Connect with us

Bussiness

Match Group gets heat from another activist investor

Published

on

Match Group gets heat from another activist investor

Starboard Value became the third activist investor this year to take a stake in Match Group Inc., the owner of the dating app Tinder whose paying customer base has shrunk for six straight quarters.

Starboard has built a stake of more than 6.6% in Match, a letter reviewed by Bloomberg News shows. The investor plans to push for a sale of Match if the company fails to turn around its operations, according to the letter.

Match and other online dating companies have been struggling with slowing growth, intensifying competition and challenges in retaining paying users for over a year. Match in particular has been facing pressure from investors to deliver on a turnaround amid a number of top executive changes.

In addition to Starboard, whose investment in Match was previously reported by the Wall Street Journal, Elliott Investment Management LP and Anson Funds Management LP have also taken stakes.

Shares of Match rose 5.7% to $33.85 at 9:32 a.m. in New York on Tuesday. They’d fallen 12% this year through Monday’s close, giving the company a market value of $8.5 billion.

Starboard contends Match’s stock price, which has fallen about 70% over the past four years, has “significantly underperformed” despite “enviable market positions.”

A lack of innovation has caused a decline in paying customers at Tinder, Match’s largest app and the world’s most popular dating platform, while Hinge’s “innovative user interface” contributed to its growth and global expansion, Starboard said. With improvements at Tinder, Match could increase its expected growth rate of approximately 6% this year, according to the letter.

Match should consider cutting general and administrative costs and target an adjusted operating margin of more than 40%, Starboard said. The activist is also urging Match to buy back shares using at least 75% of its free cash flow.

‘Relentlessly Focused’

Match said in an emailed statement that it looks forward to continuing an open dialog with all of its investors, including Starboard.

“We are relentlessly focused on executing our key initiatives, which include: driving growth at Tinder, continuing Hinge’s impressive expansion, maintaining appropriate financial discipline, and returning capital to our shareholders,” the company said.

The activist is pushing the company to explore a sale if it fails to execute on demands for capital allocation and operational changes.

Match reached an agreement with Elliott in March when it appointed two new members to its board. The company also named a new Tinder chief executive officer, Faye Iosotaluno, after Elliott built a $1 billion position.

Tinder Declines

Tinder’s number of paying users has fallen below 10 million, based on its May earnings report. The company has blamed inflationary pressures on consumer spending.

Like its peer Bumble Inc., Match is contending with a generational shift in dating app preferences among younger users. The company has said it expects those declines to slow in the back half of the year as it releases more app updates.

– Crystal Tse and Natalie Lung for Bloomberg

Dallas real estate icon Virginia Cook dies at 84

Virginia Cook, co-founder of Virginia Cook Realtors, died Saturday afternoon. She worked in Dallas real estate for over 50 years, starting her own firm in 1999 with business partner Sheila Rice.

Former Slync CEO sentenced to 20 years for defrauding investors out of $25 million

The founder and former CEO of supply chain management software company Slync was sentenced Thursday to 20 years in federal prison.

AT&T breach involving 2022 customer data caused by third-party ‘threat actor’

More than 100 million U.S. customers had 2022 phone call data stolen in an April 2024 breach.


→ Exercise details
Check each line of the entries for "Production" and report the ones that have it.
***** Records to use *****
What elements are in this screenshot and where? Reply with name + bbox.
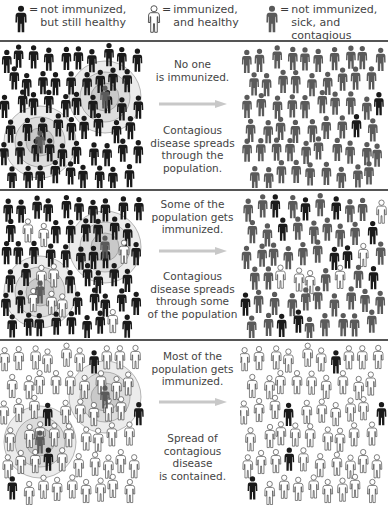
legend-label: not immunized, sick, and contagious <box>291 3 388 42</box>
caption-outcome: Spread of contagious disease is containe… <box>145 432 240 482</box>
panel-some-immunized: Some of the population gets immunized.Co… <box>0 192 388 338</box>
legend-item-sick: =not immunized, sick, and contagious <box>265 3 388 42</box>
legend: =not immunized, but still healthy=immuni… <box>0 0 388 40</box>
population-before <box>0 42 145 188</box>
legend-equals: = <box>280 3 289 16</box>
legend-label: immunized, and healthy <box>173 3 239 29</box>
caption: No one is immunized.Contagious disease s… <box>145 42 240 188</box>
legend-item-white: =immunized, and healthy <box>147 3 239 37</box>
population-before-figures <box>0 42 145 188</box>
panel-none-immunized: No one is immunized.Contagious disease s… <box>0 42 388 188</box>
population-before <box>0 192 145 338</box>
caption: Some of the population gets immunized.Co… <box>145 192 240 338</box>
arrow-right-icon <box>159 247 227 255</box>
caption-outcome: Contagious disease spreads through the p… <box>145 124 240 174</box>
population-after <box>240 42 388 188</box>
population-after-figures <box>240 42 388 188</box>
legend-label: not immunized, but still healthy <box>40 3 126 29</box>
population-before-figures <box>0 342 145 505</box>
legend-equals: = <box>29 3 38 16</box>
population-after-figures <box>240 192 388 338</box>
panel-most-immunized: Most of the population gets immunized.Sp… <box>0 342 388 505</box>
immunized-person-icon <box>147 3 161 37</box>
caption-condition: Some of the population gets immunized. <box>145 198 240 236</box>
population-after <box>240 342 388 505</box>
healthy-person-icon <box>14 3 28 37</box>
caption-condition: Most of the population gets immunized. <box>145 350 240 388</box>
divider-1 <box>0 189 388 191</box>
divider-2 <box>0 339 388 341</box>
legend-item-dark: =not immunized, but still healthy <box>14 3 126 37</box>
sick-person-icon <box>265 3 279 37</box>
caption-condition: No one is immunized. <box>145 58 240 83</box>
population-before <box>0 342 145 505</box>
caption: Most of the population gets immunized.Sp… <box>145 342 240 505</box>
legend-equals: = <box>162 3 171 16</box>
population-before-figures <box>0 192 145 338</box>
arrow-right-icon <box>159 100 227 108</box>
population-after <box>240 192 388 338</box>
arrow-right-icon <box>159 398 227 406</box>
population-after-figures <box>240 342 388 505</box>
caption-outcome: Contagious disease spreads through some … <box>145 270 240 320</box>
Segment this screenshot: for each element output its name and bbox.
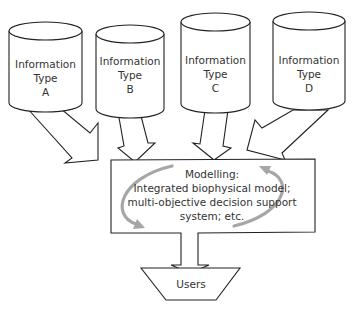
- source-b-line2: Type: [117, 69, 142, 81]
- source-d-line3: D: [305, 82, 313, 94]
- arrow-b-to-modelling: [118, 112, 155, 162]
- users-label: Users: [176, 278, 205, 290]
- arrow-d-to-modelling: [247, 110, 328, 160]
- source-b-line3: B: [126, 83, 133, 95]
- arrow-c-to-modelling: [193, 110, 231, 160]
- information-flow-diagram: Information Type A Information Type B In…: [0, 0, 353, 311]
- source-a-line3: A: [42, 86, 50, 98]
- arrow-a-to-modelling: [27, 108, 98, 163]
- source-c-line1: Information: [185, 54, 246, 66]
- modelling-line3: multi-objective decision support: [127, 196, 296, 208]
- source-b-line1: Information: [100, 55, 161, 67]
- database-cylinder-c: Information Type C: [181, 13, 250, 113]
- users-output: Users: [141, 268, 240, 300]
- modelling-process-box: Modelling: Integrated biophysical model;…: [111, 159, 315, 273]
- source-a-line1: Information: [15, 58, 76, 70]
- database-cylinder-d: Information Type D: [273, 12, 345, 110]
- modelling-line1: Modelling:: [185, 168, 239, 180]
- database-cylinder-a: Information Type A: [9, 22, 82, 112]
- source-c-line3: C: [212, 82, 219, 94]
- modelling-line2: Integrated biophysical model;: [134, 182, 291, 194]
- source-d-line2: Type: [296, 68, 321, 80]
- source-a-line2: Type: [32, 72, 57, 84]
- database-cylinder-b: Information Type B: [96, 25, 164, 118]
- modelling-line4: system; etc.: [180, 210, 245, 222]
- source-d-line1: Information: [279, 54, 340, 66]
- source-c-line2: Type: [202, 68, 227, 80]
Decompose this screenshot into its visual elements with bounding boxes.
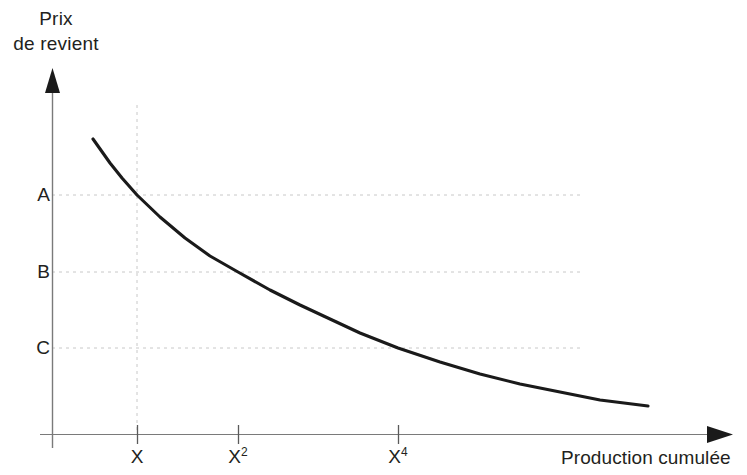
y-axis-arrowhead [45, 68, 60, 93]
x-tick-label-x4-base: X [388, 446, 401, 467]
experience-curve-figure: Prix de revient Production cumulée A B C… [0, 0, 747, 475]
y-tick-label-b: B [24, 261, 50, 283]
x-tick-label-x2: X2 [208, 446, 268, 468]
chart-canvas [0, 0, 747, 475]
x-tick-label-x2-base: X [228, 446, 241, 467]
x-axis-arrowhead [707, 426, 733, 443]
horizontal-gridlines [52, 195, 580, 348]
x-tick-label-x2-exponent: 2 [241, 445, 248, 459]
x-axis [40, 426, 733, 443]
y-axis [45, 68, 60, 448]
y-axis-title: Prix de revient [0, 6, 112, 56]
y-axis-title-line2: de revient [0, 31, 112, 56]
x-axis-title: Production cumulée [561, 447, 731, 469]
y-tick-label-c: C [24, 337, 50, 359]
x-tick-label-x: X [107, 446, 167, 468]
x-tick-label-x4-exponent: 4 [401, 445, 408, 459]
y-axis-title-line1: Prix [0, 6, 112, 31]
y-tick-label-a: A [24, 184, 50, 206]
x-tick-label-x4: X4 [368, 446, 428, 468]
x-tick-label-x-base: X [131, 446, 144, 467]
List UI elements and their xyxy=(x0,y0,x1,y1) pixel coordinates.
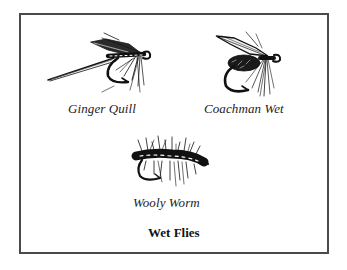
caption-ginger-quill: Ginger Quill xyxy=(68,102,136,116)
coachman-wet-icon xyxy=(212,30,287,98)
wooly-worm-icon xyxy=(132,134,210,190)
ginger-quill-icon xyxy=(44,30,159,96)
wooly-worm-fly-illustration xyxy=(132,134,210,190)
figure-title: Wet Flies xyxy=(148,226,200,240)
caption-wooly-worm: Wooly Worm xyxy=(133,196,200,210)
caption-coachman-wet: Coachman Wet xyxy=(204,102,284,116)
coachman-wet-fly-illustration xyxy=(212,30,287,98)
ginger-quill-fly-illustration xyxy=(44,30,159,96)
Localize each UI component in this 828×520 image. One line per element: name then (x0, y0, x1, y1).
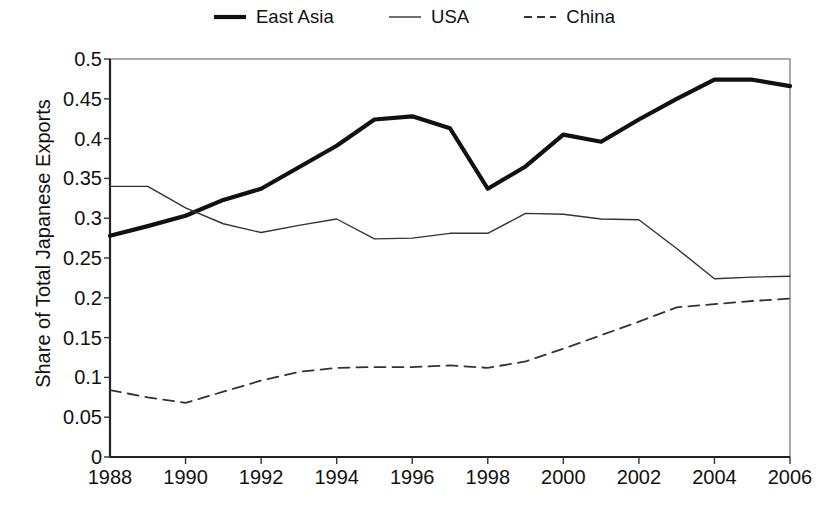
series-line-east-asia (110, 80, 790, 236)
plot-area (0, 0, 828, 520)
line-chart: East Asia USA China Share of Total Japan… (0, 0, 828, 520)
x-axis-tick-label: 1992 (239, 466, 284, 489)
x-axis-tick-label: 2004 (692, 466, 737, 489)
x-axis-tick-label: 1994 (314, 466, 359, 489)
series-line-usa (110, 186, 790, 278)
x-axis-tick-label: 2002 (617, 466, 662, 489)
x-axis-tick-label: 2006 (768, 466, 813, 489)
x-axis-tick-label: 1998 (466, 466, 511, 489)
x-axis-tick-label: 2000 (541, 466, 586, 489)
series-line-china (110, 299, 790, 403)
x-axis-tick-label: 1990 (163, 466, 208, 489)
x-axis-tick-label: 1996 (390, 466, 435, 489)
x-axis-tick-label: 1988 (88, 466, 133, 489)
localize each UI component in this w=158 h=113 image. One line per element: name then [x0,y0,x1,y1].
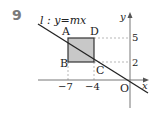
point-b-label: B [60,58,68,69]
coordinate-figure: 9 l : y=mx A D B C 5 2 −7 −4 O x y [0,0,158,113]
y-axis-label: y [120,12,126,22]
y-tick-5: 5 [132,33,138,43]
y-axis-arrow-icon [128,12,133,18]
x-axis-label: x [142,81,148,91]
point-d-label: D [90,26,99,37]
point-a-label: A [62,26,70,37]
rectangle-abcd [68,38,94,62]
x-tick-minus-4: −4 [85,82,100,92]
origin-label: O [120,83,129,94]
problem-number: 9 [12,7,22,23]
point-c-label: C [96,65,104,76]
y-tick-2: 2 [132,58,138,68]
x-tick-minus-7: −7 [58,82,73,92]
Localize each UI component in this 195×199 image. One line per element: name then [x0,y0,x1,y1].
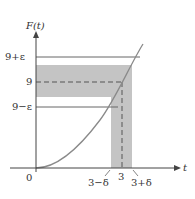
y-tick-9-minus-epsilon: 9−ε [12,101,32,112]
y-tick-9-plus-epsilon: 9+ε [5,51,25,62]
origin-label: 0 [26,172,32,183]
epsilon-delta-diagram: F(t) t 9+ε 9 9−ε 0 3−δ 3 3+δ [0,0,195,199]
y-axis-arrow-icon [33,31,39,38]
y-tick-9: 9 [26,76,32,87]
x-tick-3-plus-delta: 3+δ [131,177,152,188]
leader-line-3-minus-delta [105,170,110,176]
x-tick-3: 3 [118,171,124,182]
leader-line-3-plus-delta [133,170,138,176]
y-axis-label: F(t) [25,20,45,31]
x-axis-label: t [183,162,188,173]
x-tick-3-minus-delta: 3−δ [88,177,109,188]
x-axis-arrow-icon [174,165,181,171]
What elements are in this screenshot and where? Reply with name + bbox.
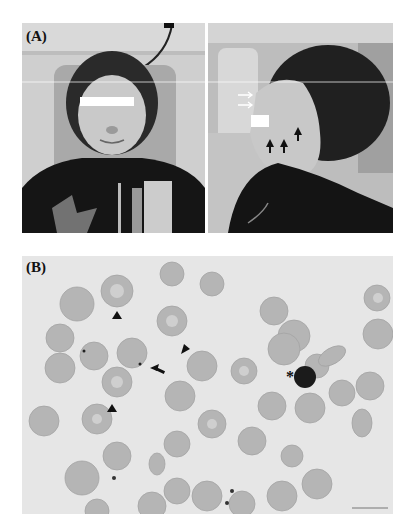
dark-cell <box>294 366 316 388</box>
panel-a-frontal-photo: (A) <box>22 23 205 233</box>
panel-a-label: (A) <box>26 28 47 45</box>
asterisk-marker: * <box>286 368 294 385</box>
panel-a-lateral-photo <box>208 23 393 233</box>
panel-b-label: (B) <box>26 259 46 276</box>
panel-b-blood-smear: * (B) <box>22 256 393 514</box>
lateral-photo-image <box>208 23 393 233</box>
frontal-photo-image <box>22 23 205 233</box>
blood-smear-image: * <box>22 256 393 514</box>
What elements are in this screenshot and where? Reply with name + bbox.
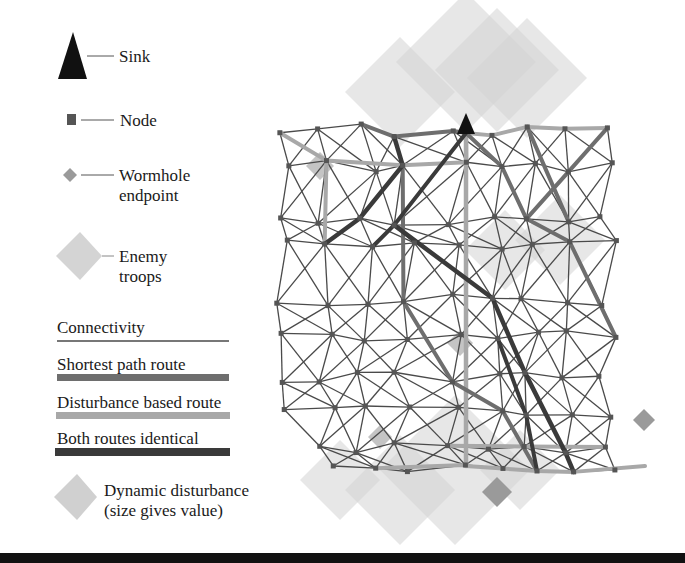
*****
→ Written solution
experience-curve-figure: Prix de revient Production cumulée A B C… [0, 0, 747, 475]
x-axis-title: Production cumulée [561, 447, 731, 469]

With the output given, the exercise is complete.